Design, Build, Turn

I think it is time to upgrade the technology I have used for 14 years to monitor the temperature of my compost pile.

The graph below is live, as long as I keep going out and reading the temperature and coming back in and updating the Google spreadsheet. In 1998 I inherited the old YSI thermometer device and found a 7.5 volt mercury battery for it. The battery is still good, and I even have a spare (also 14 years old). I hope that the participants at LEAFFEST can help me find a replacement technology for the beast.

The featured pile was built on September 10 from a three month accumulation of kitchen, garden, and yard waste, some old hay mulch, freshly cut alfalfa, 100 chopped corn plants, a quart of organic fertilizer (5-3-4), and 20 gallons of spent tomatoes, cucumbers, peppers and cabbage. The pile was turned on October 7.

2 thoughts on “Design, Build, Turn”

  1. Hi Ilya, The tomatoes, peppers and eggplants got a blight and most fruits rotted. The plants recovered somewhat so there is a surplus for the first time and I just made a gallon of sauce. But only two eggplants from nine plants. The bush beans also got a virus and stopped producing for a month. Just had the second harvest last week. No ripe tomatillos yet. Vine borers killed all but one zucchini plant. The pumpkins grew over the onion bed so all the onions are small. Good cucumbers, though.

    “Eastern orchards” is a broad brush. Ever had a Georgia peach? Or Maryland? Or Pennsylvania?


_What you have to do_
Only the lines from the start of the data to the line containing "Image is 868x413 pixels.", both included, should be output, exactly and without pictures.
(Listed entries Opens)
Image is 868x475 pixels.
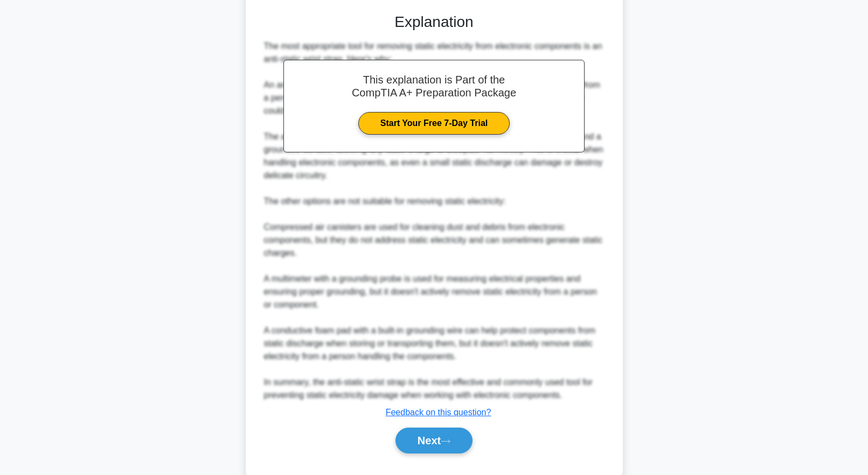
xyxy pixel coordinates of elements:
div: The most appropriate tool for removing static electricity from electronic components is an anti-s... [264,40,604,402]
button: Next [395,427,473,453]
a: Feedback on this question? [386,407,491,417]
a: Start Your Free 7-Day Trial [359,112,509,135]
h3: Explanation [266,13,602,31]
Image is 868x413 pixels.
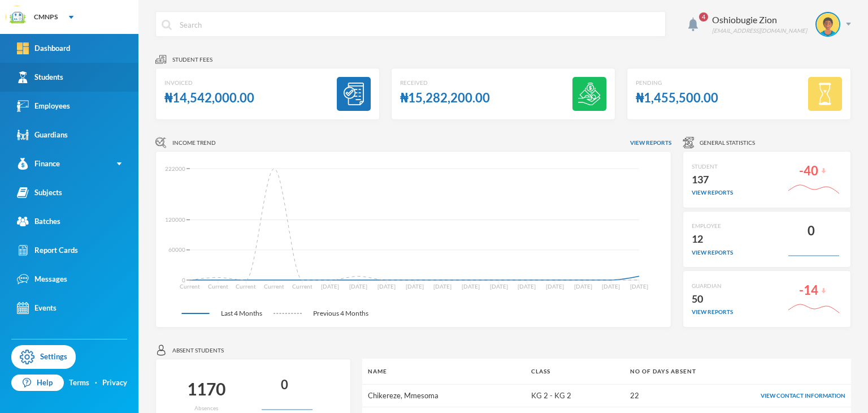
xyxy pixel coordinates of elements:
div: ₦1,455,500.00 [636,87,718,109]
div: View Contact Information [731,391,846,400]
span: Last 4 Months [210,308,273,319]
img: logo [6,6,29,29]
tspan: [DATE] [461,283,479,290]
tspan: 0 [182,276,185,283]
tspan: [DATE] [490,283,508,290]
a: Privacy [103,377,127,389]
tspan: [DATE] [349,283,367,290]
div: -40 [799,160,819,182]
div: ₦14,542,000.00 [165,87,255,109]
a: Terms [69,377,89,389]
div: Batches [17,215,60,228]
tspan: Current [208,283,228,290]
div: Absences [194,404,218,412]
div: 12 [692,230,733,248]
span: 4 [699,13,708,22]
div: STUDENT [692,162,733,171]
div: Pending [636,78,718,87]
span: View reports [630,139,671,147]
tspan: Current [236,283,256,290]
a: Help [12,374,64,391]
span: Student fees [173,56,212,64]
tspan: Current [292,283,312,290]
tspan: [DATE] [406,283,424,290]
th: Class [525,358,624,384]
td: 22 [624,384,726,407]
div: 0 [281,373,288,396]
tspan: [DATE] [602,283,620,290]
div: GUARDIAN [692,282,733,290]
tspan: [DATE] [574,283,592,290]
div: · [95,377,97,389]
a: Invoiced₦14,542,000.00 [156,67,380,120]
div: Received [400,78,490,87]
div: view reports [692,188,733,197]
tspan: [DATE] [546,283,564,290]
div: -14 [799,279,819,301]
div: view reports [692,248,733,256]
tspan: Current [264,283,284,290]
tspan: [DATE] [434,283,452,290]
th: Name [362,358,525,384]
div: Events [17,301,57,314]
div: view reports [692,308,733,316]
div: Oshiobugie Zion [712,13,807,27]
a: Settings [12,345,76,369]
td: KG 2 - KG 2 [525,384,624,407]
tspan: [DATE] [378,283,396,290]
div: CMNPS [34,12,58,22]
img: STUDENT [817,13,839,36]
a: Pending₦1,455,500.00 [627,67,851,120]
div: ₦15,282,200.00 [400,87,490,109]
tspan: Current [180,283,200,290]
div: Invoiced [165,78,255,87]
tspan: 222000 [165,165,185,172]
th: No of days absent [624,358,726,384]
tspan: [DATE] [517,283,536,290]
div: 50 [692,290,733,308]
div: 1170 [187,373,226,404]
div: Subjects [17,186,62,199]
span: Income Trend [173,139,216,147]
div: Report Cards [17,244,78,256]
div: 0 [808,220,815,242]
div: EMPLOYEE [692,221,733,230]
span: General Statistics [700,139,755,147]
span: Previous 4 Months [301,308,380,319]
tspan: 60000 [168,246,185,253]
img: search [162,20,172,30]
td: Chikereze, Mmesoma [362,384,525,407]
input: Search [179,12,659,37]
div: Guardians [17,129,67,140]
div: 137 [692,171,733,189]
div: [EMAIL_ADDRESS][DOMAIN_NAME] [712,27,807,35]
tspan: [DATE] [630,283,649,290]
span: Absent students [173,346,224,355]
div: Finance [17,157,60,169]
tspan: [DATE] [321,283,339,290]
div: Dashboard [17,42,70,54]
tspan: 120000 [165,216,185,223]
div: Messages [17,273,67,285]
div: Students [17,71,63,83]
div: Employees [17,100,70,112]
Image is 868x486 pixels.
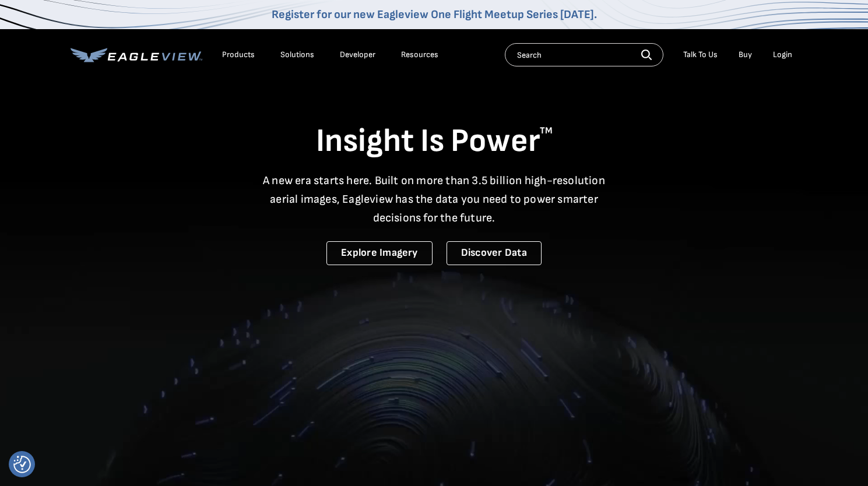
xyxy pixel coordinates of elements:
[447,242,542,265] a: Discover Data
[327,242,433,265] a: Explore Imagery
[401,49,438,60] div: Resources
[222,49,255,60] div: Products
[505,43,663,66] input: Search
[540,126,553,137] sup: TM
[683,49,718,60] div: Talk To Us
[340,49,376,60] a: Developer
[13,456,31,473] img: Revisit consent button
[739,49,752,60] a: Buy
[13,456,31,473] button: Consent Preferences
[70,121,799,162] h1: Insight Is Power
[272,7,597,21] a: Register for our new Eagleview One Flight Meetup Series [DATE].
[280,49,314,60] div: Solutions
[773,49,793,60] div: Login
[256,171,613,227] p: A new era starts here. Built on more than 3.5 billion high-resolution aerial images, Eagleview ha...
(Listed entries Closes)
_Finished exercise_
Image is 868x475 pixels.
xyxy pixel coordinates of elements:
div: The most appropriate tool for removing static electricity from electronic components is an anti-s... [264,40,604,402]
button: Next [395,427,473,453]
a: Feedback on this question? [386,407,491,417]
a: Start Your Free 7-Day Trial [359,112,509,135]
h3: Explanation [266,13,602,31]
Image is 868x413 pixels.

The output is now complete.